HealthTap is a resource for accessing free medical information provided by more than 64,000 doctors. Until now, it wasn’t much more than a database.

But with “Top Doctor Insights,” two people searching the same topic now receive completely different results. After a user types in a question, the service goes beyond searching for keywords and actually analyzes the content and semantic meaning of the inquiry. It couples the information with billions of data points and the users’s Heath Graph (a proprietary digital map of one’s personal health and well-being) to build a simple, personalized list of the best doctor insights on the topic.

“Now, for the first time ever, users on HealthTap can very quickly and conveniently get multiple insights from top doctors customized to their needs and wants right at their fingertips,” Healthtap Founder and CEO Ron Gutman said in a press release.

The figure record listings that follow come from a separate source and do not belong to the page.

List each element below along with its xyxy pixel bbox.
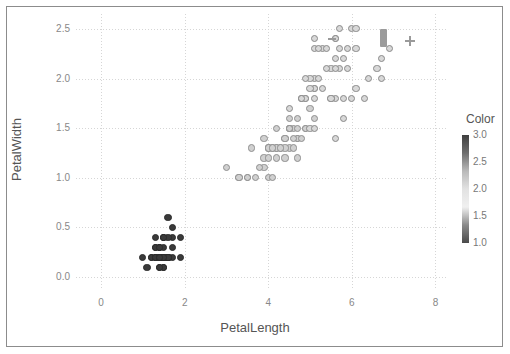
data-point: [286, 115, 293, 122]
gridline-vertical: [268, 14, 269, 290]
gridline-horizontal: [76, 227, 448, 228]
data-point: [340, 95, 347, 102]
data-point: [281, 154, 288, 161]
data-point: [169, 244, 176, 251]
dash-annotation[interactable]: [328, 38, 336, 40]
gridline-vertical: [101, 14, 102, 290]
y-tick-label: 2.0: [44, 73, 70, 84]
data-point: [361, 95, 368, 102]
bar-annotation[interactable]: [380, 29, 387, 47]
plus-vertical-stroke: [409, 36, 411, 46]
y-tick-label: 0.5: [44, 221, 70, 232]
data-point: [311, 125, 318, 132]
x-axis-label: PetalLength: [0, 320, 510, 335]
data-point: [327, 95, 334, 102]
data-point: [340, 55, 347, 62]
data-point: [260, 135, 267, 142]
colorbar-tick-label: 2.0: [473, 183, 487, 194]
data-point: [273, 125, 280, 132]
colorbar-tick-label: 3.0: [473, 129, 487, 140]
data-point: [244, 174, 251, 181]
data-point: [352, 85, 359, 92]
data-point: [294, 154, 301, 161]
plus-annotation[interactable]: [405, 36, 415, 46]
data-point: [156, 254, 163, 261]
plot-panel: [76, 14, 448, 290]
x-tick-label: 6: [337, 297, 367, 308]
colorbar-tick-label: 1.5: [473, 210, 487, 221]
data-point: [344, 65, 351, 72]
data-point: [332, 65, 339, 72]
data-point: [269, 174, 276, 181]
x-tick-label: 8: [420, 297, 450, 308]
gridline-vertical: [185, 14, 186, 290]
data-point: [373, 65, 380, 72]
y-tick-label: 1.0: [44, 172, 70, 183]
data-point: [177, 234, 184, 241]
data-point: [265, 154, 272, 161]
data-point: [378, 75, 385, 82]
gridline-horizontal: [76, 277, 448, 278]
y-tick-label: 0.0: [44, 271, 70, 282]
gridline-horizontal: [76, 128, 448, 129]
data-point: [139, 254, 146, 261]
data-point: [311, 35, 318, 42]
data-point: [352, 45, 359, 52]
data-point: [332, 55, 339, 62]
data-point: [164, 214, 171, 221]
data-point: [311, 95, 318, 102]
data-point: [336, 25, 343, 32]
data-point: [252, 174, 259, 181]
colorbar-tick-label: 2.5: [473, 156, 487, 167]
x-tick-label: 2: [170, 297, 200, 308]
data-point: [156, 244, 163, 251]
colorbar-gradient[interactable]: [462, 135, 469, 243]
data-point: [323, 45, 330, 52]
data-point: [306, 85, 313, 92]
data-point: [286, 105, 293, 112]
data-point: [294, 125, 301, 132]
data-point: [143, 264, 150, 271]
data-point: [152, 234, 159, 241]
data-point: [290, 135, 297, 142]
colorbar-tick-label: 1.0: [473, 237, 487, 248]
data-point: [177, 254, 184, 261]
legend-title: Color: [466, 112, 495, 126]
gridline-horizontal: [76, 29, 448, 30]
data-point: [306, 105, 313, 112]
x-tick-label: 0: [86, 297, 116, 308]
gridline-horizontal: [76, 79, 448, 80]
data-point: [277, 144, 284, 151]
data-point: [348, 95, 355, 102]
data-point: [223, 164, 230, 171]
data-point: [294, 115, 301, 122]
data-point: [365, 75, 372, 82]
gridline-vertical: [352, 14, 353, 290]
gridline-vertical: [435, 14, 436, 290]
color-legend: Color 3.02.52.01.51.0: [452, 112, 506, 252]
data-point: [344, 45, 351, 52]
data-point: [235, 174, 242, 181]
data-point: [340, 115, 347, 122]
x-tick-label: 4: [253, 297, 283, 308]
data-point: [269, 144, 276, 151]
y-axis-label: PetalWidth: [9, 90, 24, 210]
gridline-horizontal: [76, 178, 448, 179]
data-point: [352, 25, 359, 32]
data-point: [286, 125, 293, 132]
y-tick-label: 1.5: [44, 122, 70, 133]
data-point: [315, 75, 322, 82]
data-point: [281, 135, 288, 142]
data-point: [298, 135, 305, 142]
data-point: [290, 144, 297, 151]
data-point: [336, 45, 343, 52]
data-point: [378, 55, 385, 62]
data-point: [169, 224, 176, 231]
data-point: [319, 85, 326, 92]
y-tick-label: 2.5: [44, 23, 70, 34]
scatter-plot-figure: 02468 0.00.51.01.52.02.5 PetalLength Pet…: [0, 0, 510, 354]
data-point: [332, 135, 339, 142]
data-point: [311, 115, 318, 122]
data-point: [248, 144, 255, 151]
data-point: [273, 154, 280, 161]
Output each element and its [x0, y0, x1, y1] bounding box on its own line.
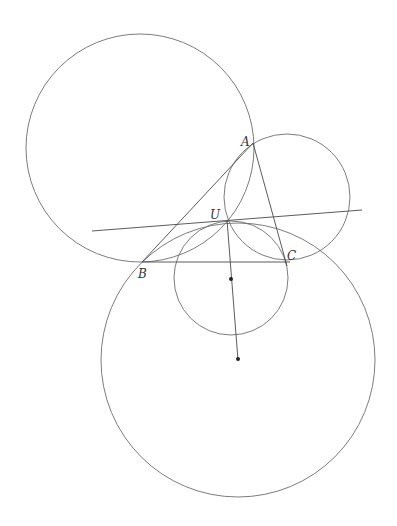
point-label-A: A	[241, 136, 250, 148]
geometry-diagram	[0, 0, 397, 526]
point-label-C: C	[287, 250, 296, 262]
segment-AC	[253, 143, 287, 266]
segment-AB	[142, 143, 253, 262]
point-label-U: U	[210, 209, 220, 221]
circle-through-A-B-U	[26, 34, 254, 262]
large-circle-center	[236, 357, 240, 361]
small-circle-center	[229, 277, 233, 281]
point-label-B: B	[138, 268, 147, 280]
segment-U-to-centers	[227, 220, 238, 360]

Personalization of online health information could revolutionize the whole industry, which — at this point— is shaky, to say the least. WebMD is notorious for leading every user to believe he’s having a heart attack or has cancer, and a study found that 90 percent of Wikipedia articles on the costliest medical conditions contain factual errors.

But despite all of this, the online medical industry is growing, and people are even paying to receive health care and advice via apps and websites. Just last week, we texted a therapist from an inflatable bubble in Madison Square Park to try TalkSpace, an app that’s let’s users receive text therapy 24-7 for rates ranging from $19 to $49 per week. A few months ago, we came across First Derm, an app that lets users send a dick pics to dermatologists for an STD diagnosis for $40.

With more people turning to technology for everything from cooking to medical opinions, straying from lists of generic symptoms seems best for everyone.